A string of bombings, rocket attacks and assassination attempts has brought the Syrian civil war into Hizballah's Lebanese stronghold.
Hizballah has found itself unable to keep Syria's rebel factions from attacking its assets deep inside Lebanon. The group became subject to reprisals ever since it began fighting alongside forces loyal to Syrian President Bashar al-Assad earlier this year.
The terror group's activities helped turn the tide in al-Assad's favor and was instrumental in helping government troops seize the strategic town of Qusayr last month.
Syrian rebels hit the terror group earlier this month in its bastion of Dahiyeh, a suburb located south of Beirut, injuring more than 50 people.
Amin Hoteit, a former Lebanese army officer close to Hizballah told the BBC that the attack revealed the weakness of the Syrian rebels and their inability to win on the battlefield.
Hizballah convoys on their way to Syria have occasionally been hit by roadside bombs, including one last week
"These attacks will not inflict a lot of harm on Hizballah but they will keep it on its toes," Hoteit said. "These tactics aim to disperse Hizballah's capacities and to force it to stay on high alert, therefore, to exhaust its forces and distract it from achieving other plans."
In addition to being militarily involved in Syria, Hizballah faces deep sectarian divides within Lebanon. Rebel groups threaten to bring the war into Lebanon, which suffered its own brutal civil war between 1975 and 1990.
"Hizballah brought it on itself," Wehbe Qaticha, a military expert close to the opposition March 14 coalition, told the BBC. "Hizballah's intervention in Syria is an Iranian decision to comment on the issue."
The rebel Free Syrian Army initially threatened to target Hizballah in Lebanon back in February, before the Shiite terrorist group admitted that it was fighting alongside the Assad forces. A related group, the Syrian National Council, issued a statement Tuesday calling for Hizballah's leaders to be put on trial for crimes it may have committed in Syria.
Hizballah's involvement in Syria was among the reasons that the European Union decided to blacklist the group this week.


### What you need to do
A verbatim reprint of the records below is what this exercise asks for.

### Available data
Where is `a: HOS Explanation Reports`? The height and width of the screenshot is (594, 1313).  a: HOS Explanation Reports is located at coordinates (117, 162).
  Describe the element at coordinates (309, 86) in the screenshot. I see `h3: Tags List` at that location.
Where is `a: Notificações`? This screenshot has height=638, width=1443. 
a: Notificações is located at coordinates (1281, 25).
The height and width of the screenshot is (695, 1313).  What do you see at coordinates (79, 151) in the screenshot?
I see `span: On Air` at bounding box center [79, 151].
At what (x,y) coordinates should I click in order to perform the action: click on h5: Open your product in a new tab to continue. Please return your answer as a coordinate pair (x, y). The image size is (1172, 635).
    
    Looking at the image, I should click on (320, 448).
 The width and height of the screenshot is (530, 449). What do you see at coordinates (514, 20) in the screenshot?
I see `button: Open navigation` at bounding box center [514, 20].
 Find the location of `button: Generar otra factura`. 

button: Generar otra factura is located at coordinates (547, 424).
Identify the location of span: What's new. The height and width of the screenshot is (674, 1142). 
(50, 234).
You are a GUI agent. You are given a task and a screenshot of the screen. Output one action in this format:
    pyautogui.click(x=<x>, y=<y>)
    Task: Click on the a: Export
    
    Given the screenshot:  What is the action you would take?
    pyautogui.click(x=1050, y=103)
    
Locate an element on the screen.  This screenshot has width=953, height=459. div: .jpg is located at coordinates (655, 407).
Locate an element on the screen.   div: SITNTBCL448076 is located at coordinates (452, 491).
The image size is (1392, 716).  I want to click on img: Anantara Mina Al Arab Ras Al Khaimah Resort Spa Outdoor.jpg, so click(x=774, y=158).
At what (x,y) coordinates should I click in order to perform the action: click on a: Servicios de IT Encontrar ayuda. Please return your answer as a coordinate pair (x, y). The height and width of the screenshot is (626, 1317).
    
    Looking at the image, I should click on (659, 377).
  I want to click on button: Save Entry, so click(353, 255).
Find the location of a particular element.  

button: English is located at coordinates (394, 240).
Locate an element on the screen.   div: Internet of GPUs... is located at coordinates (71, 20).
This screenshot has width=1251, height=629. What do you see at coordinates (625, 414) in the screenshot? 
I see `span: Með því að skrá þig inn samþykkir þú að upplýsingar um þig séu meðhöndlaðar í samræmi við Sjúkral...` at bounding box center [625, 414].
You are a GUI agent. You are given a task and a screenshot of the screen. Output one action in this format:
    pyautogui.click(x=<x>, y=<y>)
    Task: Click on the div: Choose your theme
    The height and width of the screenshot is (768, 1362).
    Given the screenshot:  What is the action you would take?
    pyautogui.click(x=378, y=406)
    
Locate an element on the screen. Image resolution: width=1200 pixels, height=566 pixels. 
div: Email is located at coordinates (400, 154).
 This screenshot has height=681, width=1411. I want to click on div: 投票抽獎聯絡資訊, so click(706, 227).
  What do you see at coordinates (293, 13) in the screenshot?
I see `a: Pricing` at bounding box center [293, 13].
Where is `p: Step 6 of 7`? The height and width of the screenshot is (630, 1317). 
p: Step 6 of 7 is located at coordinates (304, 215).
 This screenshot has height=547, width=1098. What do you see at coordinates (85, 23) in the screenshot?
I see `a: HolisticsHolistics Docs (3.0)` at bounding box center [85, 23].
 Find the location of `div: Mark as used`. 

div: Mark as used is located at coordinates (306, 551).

### Solution to this task
Where is `a: HOS Explanation Reports`? The height and width of the screenshot is (594, 1313).  a: HOS Explanation Reports is located at coordinates (117, 162).
  Describe the element at coordinates (309, 86) in the screenshot. I see `h3: Tags List` at that location.
Where is `a: Notificações`? This screenshot has height=638, width=1443. 
a: Notificações is located at coordinates (1281, 25).
The height and width of the screenshot is (695, 1313).  What do you see at coordinates (79, 151) in the screenshot?
I see `span: On Air` at bounding box center [79, 151].
At what (x,y) coordinates should I click in order to perform the action: click on h5: Open your product in a new tab to continue. Please return your answer as a coordinate pair (x, y). The image size is (1172, 635).
    
    Looking at the image, I should click on (320, 448).
 The width and height of the screenshot is (530, 449). What do you see at coordinates (514, 20) in the screenshot?
I see `button: Open navigation` at bounding box center [514, 20].
 Find the location of `button: Generar otra factura`. 

button: Generar otra factura is located at coordinates (547, 424).
Identify the location of span: What's new. The height and width of the screenshot is (674, 1142). 
(50, 234).
You are a GUI agent. You are given a task and a screenshot of the screen. Output one action in this format:
    pyautogui.click(x=<x>, y=<y>)
    Task: Click on the a: Export
    
    Given the screenshot:  What is the action you would take?
    pyautogui.click(x=1050, y=103)
    
Locate an element on the screen.  This screenshot has width=953, height=459. div: .jpg is located at coordinates (655, 407).
Locate an element on the screen.   div: SITNTBCL448076 is located at coordinates (452, 491).
The image size is (1392, 716).  I want to click on img: Anantara Mina Al Arab Ras Al Khaimah Resort Spa Outdoor.jpg, so click(x=774, y=158).
At what (x,y) coordinates should I click in order to perform the action: click on a: Servicios de IT Encontrar ayuda. Please return your answer as a coordinate pair (x, y). The height and width of the screenshot is (626, 1317).
    
    Looking at the image, I should click on (659, 377).
  I want to click on button: Save Entry, so click(353, 255).
Find the location of a particular element.  

button: English is located at coordinates (394, 240).
Locate an element on the screen.   div: Internet of GPUs... is located at coordinates (71, 20).
This screenshot has width=1251, height=629. What do you see at coordinates (625, 414) in the screenshot? 
I see `span: Með því að skrá þig inn samþykkir þú að upplýsingar um þig séu meðhöndlaðar í samræmi við Sjúkral...` at bounding box center [625, 414].
You are a GUI agent. You are given a task and a screenshot of the screen. Output one action in this format:
    pyautogui.click(x=<x>, y=<y>)
    Task: Click on the div: Choose your theme
    The height and width of the screenshot is (768, 1362).
    Given the screenshot:  What is the action you would take?
    pyautogui.click(x=378, y=406)
    
Locate an element on the screen. Image resolution: width=1200 pixels, height=566 pixels. 
div: Email is located at coordinates (400, 154).
 This screenshot has height=681, width=1411. I want to click on div: 投票抽獎聯絡資訊, so click(706, 227).
  What do you see at coordinates (293, 13) in the screenshot?
I see `a: Pricing` at bounding box center [293, 13].
Where is `p: Step 6 of 7`? The height and width of the screenshot is (630, 1317). 
p: Step 6 of 7 is located at coordinates (304, 215).
 This screenshot has height=547, width=1098. What do you see at coordinates (85, 23) in the screenshot?
I see `a: HolisticsHolistics Docs (3.0)` at bounding box center [85, 23].
 Find the location of `div: Mark as used`. 

div: Mark as used is located at coordinates (306, 551).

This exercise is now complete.